Music News & Reviews

After losses, this songwriter finds that the front porch is where her new music is best

Joy Williams, formerly with The Civil Wars, performs at The Burl on Dec. 2.
Joy Williams, formerly with The Civil Wars, performs at The Burl on Dec. 2. Credit: Andy Barron

Joy Williams wanted to come home.

After a retreat to California following the dissolve of the multi-Grammy winning folk duo The Civil Wars and the loss of her father to cancer, the songstress headed to a musical Neverland — specifically, the beat-driven pop of her 2015 solo album ‘Venus.”

It was a sound and destination no one, perhaps not even Williams, anticipated. Then when a record of stripped down versions of the album’s songs, cleverly titled “Venus (Acoustic),” brought her to more familiar folk-pop terrain a year later, Williams knew where she needed to be.

Williams moved back to Nashville, where she met Civil Wars co-hort John Paul White a decade earlier, enlisted Kenneth Pattengale (half of another celebrated folk-pop duo, the Milk Carton Kids) as producer and set about fashioning the kinds of songs that came naturally to her.

“The process of writing the songs was slow and steady for me,” said Williams, who performs at the Burl on Dec. 2. “I talk about it like it was farming. I would wait until the songwriters were around that I really wanted to write with. I didn’t want to burn things at both ends, so I thought I’d just go slow and steady and write in that manner.

“As I was going down this path, I really felt like it was important for me to reflect the season I’ve been living in these last few years — one of simplifying and getting down to the root and the heart of the music.”

The resulting album, “Front Porch,” isn’t due out until early 2019, but two starkly hand-crafted singles — “Canary” and “The Trouble With Waiting” — have already come to define Williams’ return to songwriting essentials.

“As I was writing, I just wanted the music to feel like we were having a conversation. I wanted whoever was listening to really feel welcome, no matter where they were from or what their story was. I told the writers I was working with that if I couldn’t play a song on the front porch, then it probably wasn’t for me.

“This was truly was the most effortless experience I’ve ever had in the studio. We laughed and worked and recorded 15 songs in five days. It just felt like the most natural thing in the world, even though I was six months pregnant and sitting on a stool the whole time.”

The relaxed recording sessions, prefaced by two months of musical woodshedding with Nashville singer-songwriter and soon-to-be “Front Porch” collaborator Anthony de Costa, who will open the Burl show as well as serve as part of her band, differed drastically from the West Coast sessions that yielded “Venus.”

“That was such a painful time,” Williams recalled. “Everything was happening at once, with my dad being sick, the Civil Wars splitting and the waves and crashes that came with all of that. There was a lot happening to where I really felt like I had to get out of town. So Nate (Yetton, her husband and manager) and I packed up and moved to Venice Beach for a couple of years. But whatever you’re wrestling with, you bring with you wherever you go. Still, I felt like I had to work through some of the shadows out on the West Coast.

“I think it’s interesting I went as far out as I could sonically from how rooted and grounded the sound of the Civil Wars was. I mean, I went to outer space. But I had to go through that process to really clear my head and my mind. Then when I put out the acoustic version of ‘Venus,’ I realized that was really where my heart stood. I was recovering in a lot of ways. This new record, after having done a lot of the hard, intangible, personal work, feels more like I’m standing on my own two feet than I ever have before. I’m not afraid to go back to a more simplified sound. I really feel like this music is where my greatest passion is. It’s where I would like to stay.”

Adding to the comfort level of Williams’ musical journey homeward is the luxury of having Yetton and their two children — 6-year-old Miles and 4-month-old daughter Poppy — as her entourage.

“We’re a traveling circus,” she said with a laugh. “It’s definitely a few shades of crazy, but I wouldn’t have it any other way. Plus, I love how Nate and I both get to show our kids what it looks like to do something that you love when you work hard for it. So we’re going to keep this troubadour family happening as long as we’re able to.”

If you go:

Joy Williams/Anthony da Costa

When: 8 p.m. Dec. 2

Where: The Burl, 375 Thompson Rd.

Tickets: $20

Online: theburlky.com, joywilliams.com.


▶ _What you are asked to do_
Lines from the one containing "Where can I find human body?" through the end of the entries below: set them down exactly, both ends included, with nothing added.

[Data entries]
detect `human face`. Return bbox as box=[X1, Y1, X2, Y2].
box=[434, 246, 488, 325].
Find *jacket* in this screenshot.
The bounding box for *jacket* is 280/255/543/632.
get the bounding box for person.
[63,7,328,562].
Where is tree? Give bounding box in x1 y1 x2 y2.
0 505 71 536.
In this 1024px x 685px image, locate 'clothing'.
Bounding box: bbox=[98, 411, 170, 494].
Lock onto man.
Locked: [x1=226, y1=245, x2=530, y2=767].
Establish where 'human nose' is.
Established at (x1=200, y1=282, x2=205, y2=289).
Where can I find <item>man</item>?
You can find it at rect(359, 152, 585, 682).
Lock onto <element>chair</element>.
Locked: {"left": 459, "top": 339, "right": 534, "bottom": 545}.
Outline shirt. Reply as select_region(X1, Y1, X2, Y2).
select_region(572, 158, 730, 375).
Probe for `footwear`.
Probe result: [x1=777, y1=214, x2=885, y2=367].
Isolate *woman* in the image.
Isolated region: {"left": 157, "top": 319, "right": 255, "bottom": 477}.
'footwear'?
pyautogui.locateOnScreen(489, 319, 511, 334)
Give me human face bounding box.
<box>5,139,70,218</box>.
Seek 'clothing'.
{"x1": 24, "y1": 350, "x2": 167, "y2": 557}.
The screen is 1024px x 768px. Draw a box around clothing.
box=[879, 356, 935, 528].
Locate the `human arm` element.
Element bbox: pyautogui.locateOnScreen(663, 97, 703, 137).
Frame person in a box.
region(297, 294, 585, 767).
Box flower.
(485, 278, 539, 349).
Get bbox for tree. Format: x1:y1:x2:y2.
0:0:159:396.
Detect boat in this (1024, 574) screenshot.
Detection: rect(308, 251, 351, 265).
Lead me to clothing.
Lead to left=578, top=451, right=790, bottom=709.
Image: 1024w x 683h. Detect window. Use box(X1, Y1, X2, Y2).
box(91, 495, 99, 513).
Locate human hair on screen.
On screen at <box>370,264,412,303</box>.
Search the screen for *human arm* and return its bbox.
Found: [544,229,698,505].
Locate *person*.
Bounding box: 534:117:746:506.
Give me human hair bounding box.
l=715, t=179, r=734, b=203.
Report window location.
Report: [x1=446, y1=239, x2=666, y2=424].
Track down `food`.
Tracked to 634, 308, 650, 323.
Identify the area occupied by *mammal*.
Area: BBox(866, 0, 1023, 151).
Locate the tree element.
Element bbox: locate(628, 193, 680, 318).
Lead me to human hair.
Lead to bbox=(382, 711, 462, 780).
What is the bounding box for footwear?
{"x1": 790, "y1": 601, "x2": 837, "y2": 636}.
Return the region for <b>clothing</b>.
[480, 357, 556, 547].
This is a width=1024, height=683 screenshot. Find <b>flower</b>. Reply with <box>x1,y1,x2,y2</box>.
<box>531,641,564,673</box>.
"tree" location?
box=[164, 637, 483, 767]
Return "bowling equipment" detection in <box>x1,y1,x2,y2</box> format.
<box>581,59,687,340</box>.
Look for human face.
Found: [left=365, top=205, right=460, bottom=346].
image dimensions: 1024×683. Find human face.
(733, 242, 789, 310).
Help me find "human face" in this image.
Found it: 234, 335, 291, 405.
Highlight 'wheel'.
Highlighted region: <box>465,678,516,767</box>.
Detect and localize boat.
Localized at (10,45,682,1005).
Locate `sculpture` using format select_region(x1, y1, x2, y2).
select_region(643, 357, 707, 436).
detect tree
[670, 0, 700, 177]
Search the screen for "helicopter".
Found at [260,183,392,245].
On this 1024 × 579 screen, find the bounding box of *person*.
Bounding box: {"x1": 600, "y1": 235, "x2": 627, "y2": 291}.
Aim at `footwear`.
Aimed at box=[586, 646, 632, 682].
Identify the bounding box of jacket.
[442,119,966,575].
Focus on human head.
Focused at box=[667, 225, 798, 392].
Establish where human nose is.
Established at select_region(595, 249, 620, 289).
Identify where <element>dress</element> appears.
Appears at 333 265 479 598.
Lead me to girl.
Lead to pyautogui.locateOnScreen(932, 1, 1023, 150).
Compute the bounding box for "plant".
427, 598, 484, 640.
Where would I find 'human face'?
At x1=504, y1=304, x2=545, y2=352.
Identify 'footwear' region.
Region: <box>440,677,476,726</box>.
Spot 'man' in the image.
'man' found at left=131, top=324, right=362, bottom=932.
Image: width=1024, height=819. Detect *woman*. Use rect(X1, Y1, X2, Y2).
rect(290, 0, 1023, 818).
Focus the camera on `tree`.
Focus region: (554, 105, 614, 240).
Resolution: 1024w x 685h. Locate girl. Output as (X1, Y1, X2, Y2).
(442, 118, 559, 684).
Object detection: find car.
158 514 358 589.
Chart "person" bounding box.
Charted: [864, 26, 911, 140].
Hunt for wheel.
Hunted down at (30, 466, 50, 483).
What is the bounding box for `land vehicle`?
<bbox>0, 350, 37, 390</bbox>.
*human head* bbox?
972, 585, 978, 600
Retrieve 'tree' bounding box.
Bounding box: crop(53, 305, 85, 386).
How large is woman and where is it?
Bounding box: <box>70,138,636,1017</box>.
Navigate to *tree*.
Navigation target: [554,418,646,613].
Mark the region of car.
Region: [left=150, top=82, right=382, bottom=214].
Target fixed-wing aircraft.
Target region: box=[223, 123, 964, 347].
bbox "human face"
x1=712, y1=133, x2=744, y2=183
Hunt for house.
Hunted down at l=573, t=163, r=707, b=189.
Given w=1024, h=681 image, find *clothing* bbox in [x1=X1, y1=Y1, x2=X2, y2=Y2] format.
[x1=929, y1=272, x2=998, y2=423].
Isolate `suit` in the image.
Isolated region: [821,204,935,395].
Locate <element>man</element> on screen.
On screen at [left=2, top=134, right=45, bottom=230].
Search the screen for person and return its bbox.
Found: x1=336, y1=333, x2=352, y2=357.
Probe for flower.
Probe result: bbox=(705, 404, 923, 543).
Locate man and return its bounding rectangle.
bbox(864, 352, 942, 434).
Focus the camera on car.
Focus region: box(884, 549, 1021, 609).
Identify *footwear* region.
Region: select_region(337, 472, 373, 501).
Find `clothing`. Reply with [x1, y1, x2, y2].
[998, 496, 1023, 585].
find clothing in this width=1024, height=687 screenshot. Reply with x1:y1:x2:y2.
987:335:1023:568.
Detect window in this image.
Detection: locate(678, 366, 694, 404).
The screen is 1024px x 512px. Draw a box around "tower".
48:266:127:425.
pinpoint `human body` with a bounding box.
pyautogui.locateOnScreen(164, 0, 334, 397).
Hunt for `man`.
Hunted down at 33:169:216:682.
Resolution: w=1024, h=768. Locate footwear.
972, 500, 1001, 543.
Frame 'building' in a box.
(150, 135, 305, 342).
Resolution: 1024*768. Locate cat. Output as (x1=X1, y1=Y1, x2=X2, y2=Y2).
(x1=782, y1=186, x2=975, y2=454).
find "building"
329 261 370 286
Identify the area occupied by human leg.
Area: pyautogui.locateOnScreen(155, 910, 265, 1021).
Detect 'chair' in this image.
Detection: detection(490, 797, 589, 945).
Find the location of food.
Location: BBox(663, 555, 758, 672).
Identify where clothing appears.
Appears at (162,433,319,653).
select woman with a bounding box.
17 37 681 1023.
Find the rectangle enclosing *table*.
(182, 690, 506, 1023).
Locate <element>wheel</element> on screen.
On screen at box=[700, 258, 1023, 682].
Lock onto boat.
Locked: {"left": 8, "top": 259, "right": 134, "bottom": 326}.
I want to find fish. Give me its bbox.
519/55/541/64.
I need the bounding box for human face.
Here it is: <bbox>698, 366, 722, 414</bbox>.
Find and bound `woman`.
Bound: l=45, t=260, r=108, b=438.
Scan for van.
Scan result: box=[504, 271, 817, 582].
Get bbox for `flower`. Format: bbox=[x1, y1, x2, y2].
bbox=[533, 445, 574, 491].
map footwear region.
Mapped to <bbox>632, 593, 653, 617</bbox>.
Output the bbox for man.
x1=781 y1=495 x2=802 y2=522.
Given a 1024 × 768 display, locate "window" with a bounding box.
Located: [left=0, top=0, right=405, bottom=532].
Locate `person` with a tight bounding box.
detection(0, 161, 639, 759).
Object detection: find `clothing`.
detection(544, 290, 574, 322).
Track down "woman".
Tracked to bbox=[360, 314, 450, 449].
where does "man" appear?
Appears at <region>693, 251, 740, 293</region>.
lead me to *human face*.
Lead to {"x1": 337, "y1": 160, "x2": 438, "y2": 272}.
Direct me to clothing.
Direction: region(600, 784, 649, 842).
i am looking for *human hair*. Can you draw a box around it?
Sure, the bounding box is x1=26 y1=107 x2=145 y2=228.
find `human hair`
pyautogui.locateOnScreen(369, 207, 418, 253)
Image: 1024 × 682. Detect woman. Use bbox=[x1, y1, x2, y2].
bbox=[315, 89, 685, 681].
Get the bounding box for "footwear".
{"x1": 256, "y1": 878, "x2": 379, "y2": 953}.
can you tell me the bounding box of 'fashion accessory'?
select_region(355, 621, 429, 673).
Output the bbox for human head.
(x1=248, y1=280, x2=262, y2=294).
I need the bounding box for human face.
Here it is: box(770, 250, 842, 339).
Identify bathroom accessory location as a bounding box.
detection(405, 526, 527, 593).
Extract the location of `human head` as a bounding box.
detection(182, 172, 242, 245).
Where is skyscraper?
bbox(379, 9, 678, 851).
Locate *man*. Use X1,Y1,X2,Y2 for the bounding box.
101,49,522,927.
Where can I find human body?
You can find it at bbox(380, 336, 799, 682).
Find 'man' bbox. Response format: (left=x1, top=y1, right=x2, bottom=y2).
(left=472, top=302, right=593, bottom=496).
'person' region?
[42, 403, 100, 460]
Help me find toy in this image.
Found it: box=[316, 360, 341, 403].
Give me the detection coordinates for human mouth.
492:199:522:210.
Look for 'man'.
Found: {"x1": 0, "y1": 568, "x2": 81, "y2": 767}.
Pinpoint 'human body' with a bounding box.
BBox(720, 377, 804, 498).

▶ _Response area_
Where can I find human body?
You can find it at bbox(380, 336, 799, 682).
Find 'man' bbox. Response format: (left=x1, top=y1, right=x2, bottom=y2).
(left=472, top=302, right=593, bottom=496).
'person' region?
[42, 403, 100, 460]
Help me find toy in this image.
Found it: box=[316, 360, 341, 403].
Give me the detection coordinates for human mouth.
492:199:522:210.
Look for 'man'.
Found: {"x1": 0, "y1": 568, "x2": 81, "y2": 767}.
Pinpoint 'human body' with a bounding box.
BBox(720, 377, 804, 498).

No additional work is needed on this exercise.